I must admit that I’m a bit of a Sony-phile and still reminisce about the glory days of mini-disc and Trinitron. They’ve fallen on hard times recently, which made my visit to their MWC stand all the more encouraging.
I liked 3 products in particular, ranging in price from EUR15 to EUR300.
NFC tags
At the lower end of that spectrum were a set of four NFC tags. These are delightfully simple one inch diameter circles that you can hang off a rear view mirror or leave on a table. When you place your NFC enabled phone on them, it enables a user-defined programme of settings. For example, it could go silent and set an alarm when you put it on your bedside table, or enable Bluetooth, navigation and music when you get in the car. Simple in concept and an elegant piece of design.
Smart watch
At EUR129 was the LiveView Android watch, which links up to your smartphone via Bluetooth and displays four applications at a time. Flicking through menus was beautifully smooth and there was enough screen real estate to show a couple of Tweets or some Facebook status updates. This might sound a little pointless, but my experience is that when on the move I want snippets of information, rather than a flood, therefore not having to wave a giant smartphone around would be a boon. I’ll definitely be getting one...
PS Vita
...which is also what I said about the Playstation Vita. At nearly EUR300 for the full fat 3G version, some may call this device an anachronism in a world of 0.99c Angry Birds, but it offers something for the hardcore gamer that a smartphone simply can’t deliver. The console is roughly the same size as the old PSP, but sports more buttons, a touch screen and a multi-touch back panel. All of the controls are beautifully judged, particularly the analogue control sticks, which the Sony demo guy said had taken thousands of iterations to get right.

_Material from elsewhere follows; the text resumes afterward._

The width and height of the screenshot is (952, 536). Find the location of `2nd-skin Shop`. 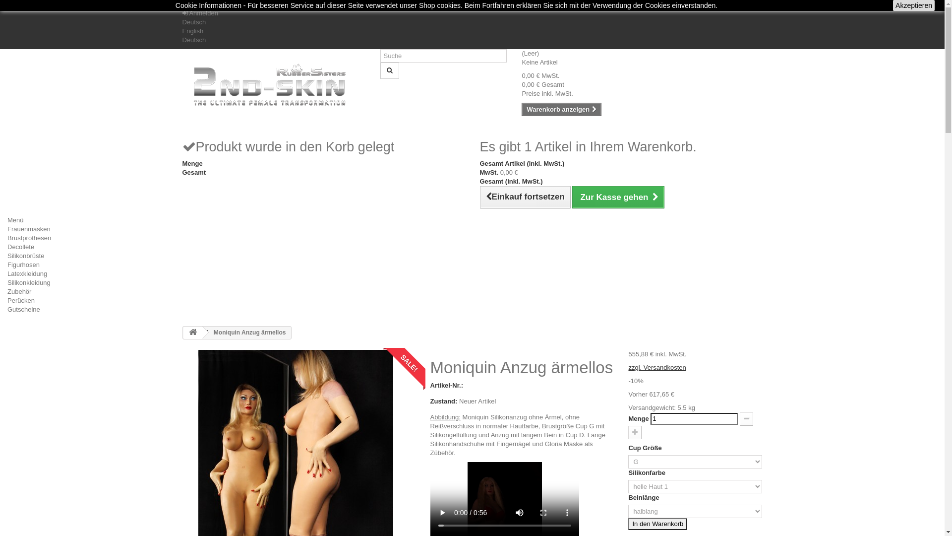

The Vita’s screen is a wonder – rich and deep colours with no discernable streaking even on fast-paced racer, Wipeout 2048. It really is a handheld Playstation 3 and, with Playstation Network allowing users on the two consoles to play against each other, it offers the committed gamer a way of remaining anti-social when mobile. I want one, and if you consider that a smartphone can already deliver the graphics of the original PSP, 2015’s devices will be truly remarkable games machines... if we can add on analogue sticks...
In short, then, it was great to see Sony back on form and experience some slivers of their “four screen” strategy in the flesh.
I liked 3 products in particular, ranging in price from EUR15 to EUR300.
NFC tags
At the lower end of that spectrum were a set of four NFC tags. These are delightfully simple one inch diameter circles that you can hang off a rear view mirror or leave on a table. When you place your NFC enabled phone on them, it enables a user-defined programme of settings. For example, it could go silent and set an alarm when you put it on your bedside table, or enable Bluetooth, navigation and music when you get in the car. Simple in concept and an elegant piece of design.
Smart watch
At EUR129 was the LiveView Android watch, which links up to your smartphone via Bluetooth and displays four applications at a time. Flicking through menus was beautifully smooth and there was enough screen real estate to show a couple of Tweets or some Facebook status updates. This might sound a little pointless, but my experience is that when on the move I want snippets of information, rather than a flood, therefore not having to wave a giant smartphone around would be a boon. I’ll definitely be getting one...
PS Vita
...which is also what I said about the Playstation Vita. At nearly EUR300 for the full fat 3G version, some may call this device an anachronism in a world of 0.99c Angry Birds, but it offers something for the hardcore gamer that a smartphone simply can’t deliver. The console is roughly the same size as the old PSP, but sports more buttons, a touch screen and a multi-touch back panel. All of the controls are beautifully judged, particularly the analogue control sticks, which the Sony demo guy said had taken thousands of iterations to get right.
The Vita’s screen is a wonder – rich and deep colours with no discernable streaking even on fast-paced racer, Wipeout 2048. It really is a handheld Playstation 3 and, with Playstation Network allowing users on the two consoles to play against each other, it offers the committed gamer a way of remaining anti-social when mobile. I want one, and if you consider that a smartphone can already deliver the graphics of the original PSP, 2015’s devices will be truly remarkable games machines... if we can add on analogue sticks...
In short, then, it was great to see Sony back on form and experience some slivers of their “four screen” strategy in the flesh.